The ore didn't ring like a bell; it groaned. The rock hammer pulverized the outer layer of impurities, revealing the dull, matte-black metal beneath.
"Again," Lin Qinghe said.
Ji Han lifted the hammer and struck.
THUD.
He poured his Qi into the impact. The Black Iron, stubborn and dense, began to flatten. It wasn't melting; it was deforming under the sheer supernatural weight of his blow.
Hours passed. The rhythm of the cavern was the heavy, wet thud of stone on metal. Ji Han's arms screamed in protest. His Qi reserves drained, refilled, and drained again. He ate chunks of raw centipede meat between bouts to replenish his energy, the Yin essence cooling his overheating internal organs.

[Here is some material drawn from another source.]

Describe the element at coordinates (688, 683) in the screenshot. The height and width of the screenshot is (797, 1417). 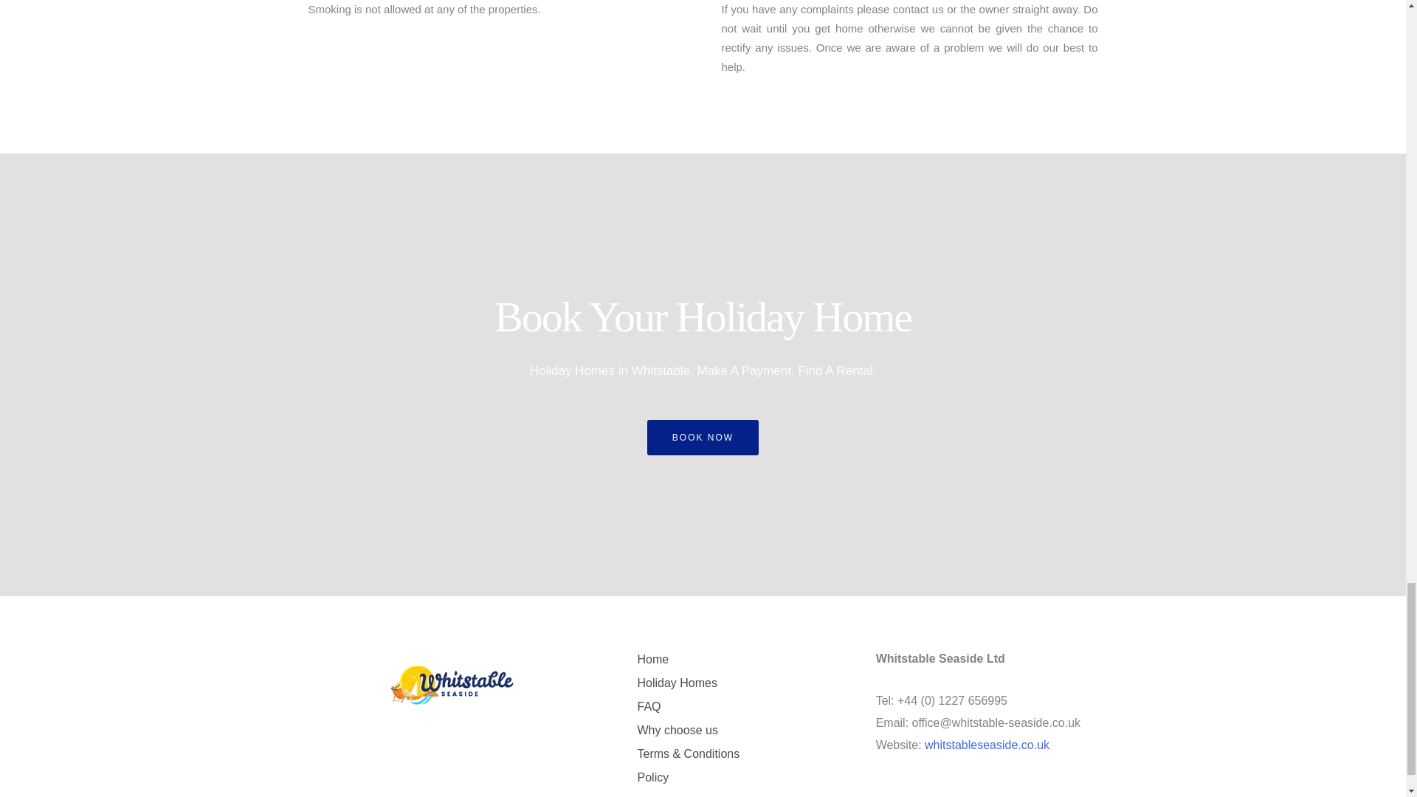
I see `Holiday Homes` at that location.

Slowly, the lump of ore took shape.
It wasn't an elegant sword. It was a slab. A heavy, rectangular bar of black metal, roughly a meter long and three inches thick. It had no edge. It was basically a crowbar on steroids.
"It has the weight," Ji Han panted, dropping the stone hammer. His hands were raw. "But it has no edge. Black Iron is too brittle to sharpen to a razor point without heat tempering."

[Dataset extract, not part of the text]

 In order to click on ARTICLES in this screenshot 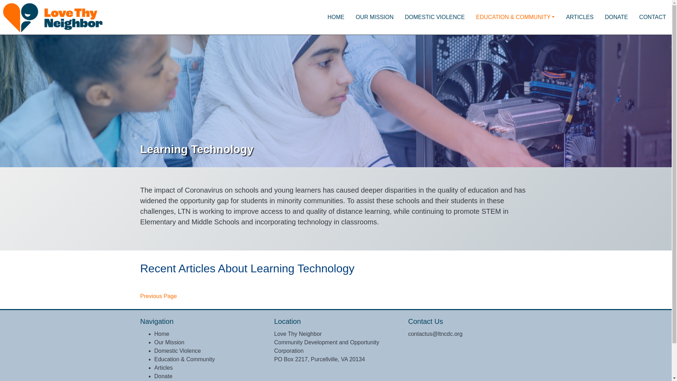, I will do `click(580, 17)`.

"That is why you have the harvest," Lin Qinghe pointed to the pile of blue shell plates.
Ji Han picked up the largest segment of the Frost-Bone Centipede's carapace. It was the creature's mandible—a serrated, translucent blue scythe, razor-sharp and harder than steel.
"Composite construction," Ji Han muttered. "Iron spine. Bone edge."
He placed the mandible against the side of the Black Iron bar. He didn't have glue. He didn't have rivets.
"Fuse it," Lin Qinghe said. "The Black Iron is conductive. The Frost Shell is eager for Qi. Create a circuit."
Ji Han gripped the iron bar with his left hand and the shell with his right. He closed his eyes.
He pushed his Yang Qi into the iron. He pulled the lingering Yin Qi from the shell.
Push. Pull.
He forced the two opposing energies to meet at the seam.
HISSS.
Steam erupted where the materials touched. The thermal shock of the hot Qi meeting the cold shell created a vacuum. The Black Iron groaned, expanding slightly, while the shell contracted. They locked together on a molecular level, the metal biting into the bone.
Ji Han held the connection, sweat freezing on his forehead. It felt like holding two magnets with the same polarity together, trying to force them to kiss.
"Hold it," he gritted out. "Submit."
With a final surge of Spirit, he clamped them shut.
SNAP.
The sound was sharp and final. The energies stabilized.
Ji Han opened his eyes.
In his hand was a monstrosity. It looked like a butcher's cleaver designed for a giant. The spine was heavy, matte-black iron, absorbing the light. The edge was a serrated, glowing blue curve of insect chitin. It was ugly. It was heavy. It radiated a faint, terrifying chill.
[System Notification: Crafting Successful.][New Item: Frost-Iron Cleaver.][Grade: Mortal-High.][Attributes: Heavy Weight (Crushing), Frostbite (Cutting), Qi Conductivity (Medium).]
Ji Han stood up, testing the weight. It was easily thirty kilograms. To a normal man, it would be impossible to wield. To him, it felt like momentum waiting to be unleashed.
He swung it.
WHOOSH.
The air whistled. He brought it down on a limestone stalagmite.
CRACK-SHING.
The stone didn't just break; it was sheared off. The cut surface was perfectly smooth and covered in a thin layer of frost.
"It works," Ji Han said, a savage grin breaking through his exhaustion.
Lin Qinghe nodded, approval evident in her eyes. "A weapon of the Yin-Yang balance. Heavy enough to break armor, sharp enough to sever limbs. You are no longer helpless."
Ji Han strapped the cleaver to his back using a belt made from the centipede's hide.
"We have a base," Ji Han listed. "We have food. We have a weapon."
He looked up toward the tunnel, toward the distant surface where the sun was relentlessly climbing toward High Noon.
"Now," he said, "we prepare for the Zenith."